Marius
Andre



Sculpture.   Wall Hanging.   Video.   Curation.


Logging the Enchanted Forest


Gelman Gallery 03/07/2025-04/20/2025





  

Featured Artists


Palm Paramee Panchaphalasom
Rainer Gardner-Olesen
Leah LiuSuzy Kim
Cindy Zhaoyue Chen
Tanaya Henson
Kyle Gyumin Dong
Avery Guo
Maddie Scalere
Sophie Bugat
Aiden Keane
Seung Ho Jeon
Kayla Carabes
Kira Saks
Nana Lee
Nicole Altan
Siyu Lei
Rebecca Stevens
Rachel Broihier
Cayden Garrett
Brendan Krue
Max Doulis
Channing Christ
Samuel Webster
Ali Sutton
Mandy Zhang
Marius Andre


Curatorial Statement



    The enchanted forest, an oasis of nature, is alive and full of interconnected and irrational relationships that exude magic and life, tales that defy explanation. However, we have been slowly logging the enchanted forest since the industrial revolution - physically degrading and urbanizing our environment. We also log the enchanted forest in our psyche via scientific naturalism, positivism, and human-nature dualism. We compulsively rationalize all our relationships with the world, leaving no space for the subjective. The title’s double meaning reflects the duality present within the exhibition, the forest’s simultaneous preservation and destruction. The exhibition itself acts as a log for all the wonder that exists within our world, recording and reflecting the enchanted forest, while at the same time gives witness to its continual logging and our increasing disenchantment with the more-than-human world. 
    This exhibition collects works relating to technology, modernity, and information disenchanting us with the natural world. Adapting Walter Benjamin’s concept of aura from his influential essay, “The Work of Art in the Age of Mechanical Reproduction”, this exhibition positions nature as the ultimate example of aura - completely unique. In the age of information fact has replaced narrative, purging the unknown and the auratic. No longer do stories, like fairy tales and myth, inform the unique relationships entangling us with the world. Information is unable to carry the smell of the rain or the bite of a cool breeze - it cannot hold within it your unique experience. Instead constant access to facts and mechanical reproductions have stripped the irrational world of its aura and mystery. Sanitized rational, informational, and fabricated relationships have replaced a vibrant world full of narrative, subjectivity, and life.

    The pieces within this exhibition explore the processes that lead to the logging of the enchanted forest. Works such as, “Closer to the Bone”, by Kyle Dong (Photography MFA 26’) employ direct, reproducible depictions that reflect our disenchantment while, “On the Banks, Will She Become a Swan”, by Ali Sutton (Illustration BFA 25’) examines medieval tales of human relationships with nature. Some works such as, “it always does”, by Nana Lee (Sculpture BFA 27’) capture the enchanted forest through irrational relationships and narrative, conveying the aura and magic of the natural world. Finally there are works such as “Who would I become in an alternate universe” by Paramee Panchaphalasom (Furniture BFA 25’) that echo the aura of the enchanted forest through interactivity and chance, re-enchanting us with the world. 

    Art and the stories we tell remain one of the last ways of re-enchanting the forest, re-entangling us in the experience of something without an attempt to explain and rationalize it. Chance processes, obscure relationships, and storytelling can create auratic space allowing the audience to fill in the gaps of uncertainty. We let wonder whisk us away from the gallery to the enchanted forest once again.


TASK TO CARRY OUT
Look through the data that follows and copy each line with the string "ruled".

Figure record listings:
+ + + + +

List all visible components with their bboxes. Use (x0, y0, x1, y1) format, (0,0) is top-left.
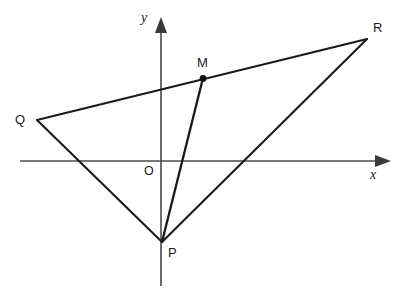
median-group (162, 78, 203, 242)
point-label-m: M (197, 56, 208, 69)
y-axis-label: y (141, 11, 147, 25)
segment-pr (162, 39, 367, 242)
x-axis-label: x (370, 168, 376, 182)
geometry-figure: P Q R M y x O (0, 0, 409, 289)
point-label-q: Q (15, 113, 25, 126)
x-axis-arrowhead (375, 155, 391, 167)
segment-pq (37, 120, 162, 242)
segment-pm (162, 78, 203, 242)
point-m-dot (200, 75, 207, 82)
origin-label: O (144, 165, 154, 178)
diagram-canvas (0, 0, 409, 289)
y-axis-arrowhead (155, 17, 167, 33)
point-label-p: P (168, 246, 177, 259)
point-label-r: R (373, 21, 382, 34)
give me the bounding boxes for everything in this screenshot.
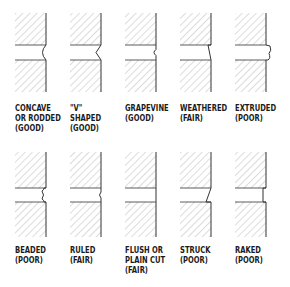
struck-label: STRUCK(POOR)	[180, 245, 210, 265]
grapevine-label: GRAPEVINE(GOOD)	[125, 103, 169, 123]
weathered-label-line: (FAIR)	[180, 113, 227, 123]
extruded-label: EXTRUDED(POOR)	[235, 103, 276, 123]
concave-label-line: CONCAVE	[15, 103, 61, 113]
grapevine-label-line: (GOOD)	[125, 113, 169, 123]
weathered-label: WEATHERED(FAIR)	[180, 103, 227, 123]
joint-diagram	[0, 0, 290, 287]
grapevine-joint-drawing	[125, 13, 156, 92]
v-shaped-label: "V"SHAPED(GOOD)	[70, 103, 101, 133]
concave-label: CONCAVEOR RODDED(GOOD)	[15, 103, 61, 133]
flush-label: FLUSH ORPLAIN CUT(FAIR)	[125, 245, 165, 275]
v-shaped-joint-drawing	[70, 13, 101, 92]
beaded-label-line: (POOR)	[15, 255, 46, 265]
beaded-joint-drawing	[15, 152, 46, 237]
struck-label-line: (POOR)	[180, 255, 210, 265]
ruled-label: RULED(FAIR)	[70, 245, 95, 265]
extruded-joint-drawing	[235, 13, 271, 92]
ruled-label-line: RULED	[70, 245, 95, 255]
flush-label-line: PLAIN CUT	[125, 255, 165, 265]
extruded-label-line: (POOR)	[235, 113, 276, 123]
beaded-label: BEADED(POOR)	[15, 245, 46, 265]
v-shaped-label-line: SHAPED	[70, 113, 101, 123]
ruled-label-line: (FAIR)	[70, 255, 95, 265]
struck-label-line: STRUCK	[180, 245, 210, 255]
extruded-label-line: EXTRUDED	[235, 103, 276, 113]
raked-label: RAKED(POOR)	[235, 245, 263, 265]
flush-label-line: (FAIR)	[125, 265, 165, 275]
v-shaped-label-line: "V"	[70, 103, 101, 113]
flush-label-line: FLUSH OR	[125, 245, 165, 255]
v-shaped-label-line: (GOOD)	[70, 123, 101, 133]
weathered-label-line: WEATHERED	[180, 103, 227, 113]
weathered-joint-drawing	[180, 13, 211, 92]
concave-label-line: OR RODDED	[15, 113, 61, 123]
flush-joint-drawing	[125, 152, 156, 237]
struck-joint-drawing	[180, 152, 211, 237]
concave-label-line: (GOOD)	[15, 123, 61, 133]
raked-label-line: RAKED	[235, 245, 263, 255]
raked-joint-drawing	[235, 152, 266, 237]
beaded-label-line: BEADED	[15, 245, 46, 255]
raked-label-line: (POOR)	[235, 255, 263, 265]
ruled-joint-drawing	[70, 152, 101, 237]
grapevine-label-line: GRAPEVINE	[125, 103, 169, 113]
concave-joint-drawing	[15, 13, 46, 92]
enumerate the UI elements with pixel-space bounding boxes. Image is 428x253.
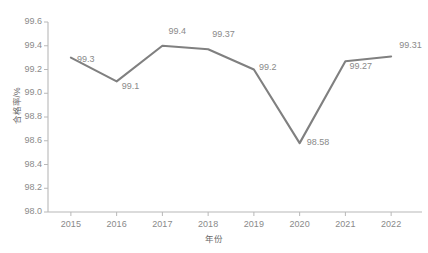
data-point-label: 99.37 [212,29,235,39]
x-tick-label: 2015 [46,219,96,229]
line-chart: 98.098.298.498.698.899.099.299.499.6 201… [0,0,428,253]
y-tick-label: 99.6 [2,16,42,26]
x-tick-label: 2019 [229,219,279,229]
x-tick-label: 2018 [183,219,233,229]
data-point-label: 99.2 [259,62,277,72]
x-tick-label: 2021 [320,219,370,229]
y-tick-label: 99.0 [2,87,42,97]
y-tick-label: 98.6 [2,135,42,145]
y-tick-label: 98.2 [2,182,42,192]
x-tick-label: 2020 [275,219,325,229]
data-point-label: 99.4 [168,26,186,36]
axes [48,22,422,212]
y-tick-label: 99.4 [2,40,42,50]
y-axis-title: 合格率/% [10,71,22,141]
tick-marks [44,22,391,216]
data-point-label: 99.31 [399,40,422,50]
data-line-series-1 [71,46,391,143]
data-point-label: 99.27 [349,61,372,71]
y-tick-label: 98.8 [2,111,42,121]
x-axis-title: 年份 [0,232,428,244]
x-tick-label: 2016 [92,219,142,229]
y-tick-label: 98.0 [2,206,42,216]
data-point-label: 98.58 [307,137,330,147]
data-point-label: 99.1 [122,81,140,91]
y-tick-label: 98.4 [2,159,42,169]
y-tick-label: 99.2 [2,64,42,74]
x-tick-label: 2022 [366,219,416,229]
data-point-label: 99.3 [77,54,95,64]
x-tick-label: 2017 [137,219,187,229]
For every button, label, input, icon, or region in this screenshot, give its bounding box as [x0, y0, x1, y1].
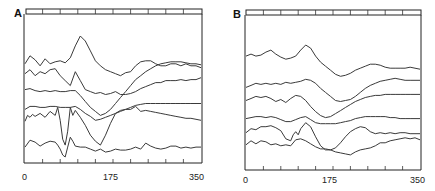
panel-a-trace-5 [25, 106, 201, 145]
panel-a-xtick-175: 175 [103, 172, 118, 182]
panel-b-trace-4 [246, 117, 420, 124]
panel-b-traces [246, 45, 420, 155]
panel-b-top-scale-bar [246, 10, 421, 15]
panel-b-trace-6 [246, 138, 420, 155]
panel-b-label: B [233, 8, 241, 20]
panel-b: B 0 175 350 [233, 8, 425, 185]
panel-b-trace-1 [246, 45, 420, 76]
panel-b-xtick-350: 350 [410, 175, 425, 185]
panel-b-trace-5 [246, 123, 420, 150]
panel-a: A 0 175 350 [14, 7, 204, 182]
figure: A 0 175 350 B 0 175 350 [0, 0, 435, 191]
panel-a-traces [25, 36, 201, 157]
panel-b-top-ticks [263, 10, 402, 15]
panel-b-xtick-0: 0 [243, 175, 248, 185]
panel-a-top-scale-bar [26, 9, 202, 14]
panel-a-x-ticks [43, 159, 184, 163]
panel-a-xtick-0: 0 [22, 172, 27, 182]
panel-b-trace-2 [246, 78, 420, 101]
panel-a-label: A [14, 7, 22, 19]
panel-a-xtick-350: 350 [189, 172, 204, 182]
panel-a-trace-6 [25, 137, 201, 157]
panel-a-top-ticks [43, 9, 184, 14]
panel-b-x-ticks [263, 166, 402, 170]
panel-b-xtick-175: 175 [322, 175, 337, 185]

+ + + + +

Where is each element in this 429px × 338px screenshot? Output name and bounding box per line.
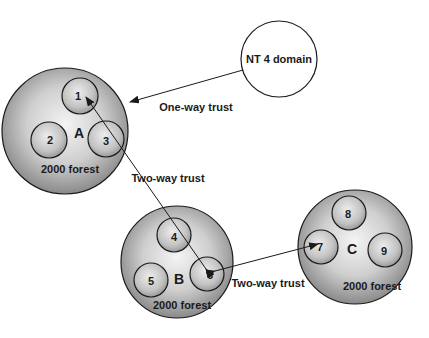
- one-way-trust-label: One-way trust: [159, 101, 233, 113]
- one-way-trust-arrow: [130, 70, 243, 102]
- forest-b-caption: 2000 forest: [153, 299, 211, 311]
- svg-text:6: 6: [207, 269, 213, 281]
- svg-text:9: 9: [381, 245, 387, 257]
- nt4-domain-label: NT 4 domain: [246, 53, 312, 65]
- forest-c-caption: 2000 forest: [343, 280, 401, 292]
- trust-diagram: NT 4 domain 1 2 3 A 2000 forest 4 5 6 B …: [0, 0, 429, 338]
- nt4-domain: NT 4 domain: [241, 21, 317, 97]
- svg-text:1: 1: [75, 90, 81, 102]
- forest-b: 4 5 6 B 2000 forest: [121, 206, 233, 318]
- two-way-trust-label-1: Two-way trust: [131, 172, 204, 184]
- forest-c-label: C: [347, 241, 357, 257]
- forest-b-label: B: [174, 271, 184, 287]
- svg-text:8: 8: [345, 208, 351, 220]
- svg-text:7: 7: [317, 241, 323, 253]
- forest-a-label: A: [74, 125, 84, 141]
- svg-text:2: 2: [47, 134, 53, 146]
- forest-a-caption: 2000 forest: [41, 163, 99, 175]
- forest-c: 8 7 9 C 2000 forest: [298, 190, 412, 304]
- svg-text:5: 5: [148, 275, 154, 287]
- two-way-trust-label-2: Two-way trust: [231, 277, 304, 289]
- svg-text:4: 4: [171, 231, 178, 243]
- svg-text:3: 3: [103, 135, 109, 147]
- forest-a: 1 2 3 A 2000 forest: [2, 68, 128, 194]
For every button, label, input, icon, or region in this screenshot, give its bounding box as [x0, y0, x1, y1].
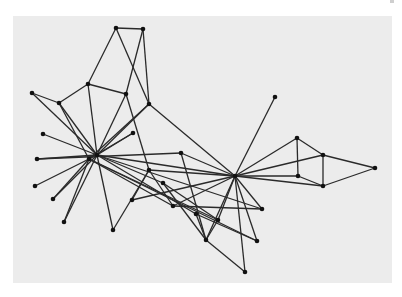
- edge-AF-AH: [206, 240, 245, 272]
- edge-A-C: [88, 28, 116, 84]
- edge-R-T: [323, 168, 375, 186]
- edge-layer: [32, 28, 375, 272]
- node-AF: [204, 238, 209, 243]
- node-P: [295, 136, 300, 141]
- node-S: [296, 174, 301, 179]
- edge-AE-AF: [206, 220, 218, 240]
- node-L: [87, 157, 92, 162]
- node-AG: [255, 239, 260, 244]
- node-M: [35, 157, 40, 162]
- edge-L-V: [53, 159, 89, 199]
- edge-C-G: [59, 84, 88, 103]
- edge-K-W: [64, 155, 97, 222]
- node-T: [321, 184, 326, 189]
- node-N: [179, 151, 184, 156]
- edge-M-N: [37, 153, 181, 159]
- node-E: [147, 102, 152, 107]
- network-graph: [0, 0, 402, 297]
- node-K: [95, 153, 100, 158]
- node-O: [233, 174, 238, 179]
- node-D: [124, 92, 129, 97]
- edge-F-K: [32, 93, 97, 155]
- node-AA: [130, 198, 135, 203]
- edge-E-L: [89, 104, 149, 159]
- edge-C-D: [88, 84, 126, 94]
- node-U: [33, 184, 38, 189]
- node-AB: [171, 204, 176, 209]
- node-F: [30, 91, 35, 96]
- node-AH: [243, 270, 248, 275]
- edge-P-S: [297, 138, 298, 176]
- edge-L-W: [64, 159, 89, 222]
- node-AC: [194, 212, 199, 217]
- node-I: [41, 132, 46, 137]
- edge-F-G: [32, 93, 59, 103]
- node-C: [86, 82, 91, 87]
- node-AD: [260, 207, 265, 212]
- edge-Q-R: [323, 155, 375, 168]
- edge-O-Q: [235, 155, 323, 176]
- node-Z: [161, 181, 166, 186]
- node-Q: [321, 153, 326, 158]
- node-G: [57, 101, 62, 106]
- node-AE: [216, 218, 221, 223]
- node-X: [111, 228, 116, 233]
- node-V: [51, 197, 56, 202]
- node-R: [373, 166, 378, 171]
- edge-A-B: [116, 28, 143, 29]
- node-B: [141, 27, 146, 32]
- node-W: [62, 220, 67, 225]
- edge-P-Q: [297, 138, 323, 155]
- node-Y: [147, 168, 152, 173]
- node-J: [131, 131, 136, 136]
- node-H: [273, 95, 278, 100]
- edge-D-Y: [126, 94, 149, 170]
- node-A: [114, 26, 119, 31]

+ + + + +

WORKED SOLUTION
ruled-label: RULED(FAIR)	[70, 245, 95, 265]
ruled-label-line: RULED	[70, 245, 95, 255]
ruled-label-line: (FAIR)	[70, 255, 95, 265]
ruled-joint-drawing	[70, 152, 101, 237]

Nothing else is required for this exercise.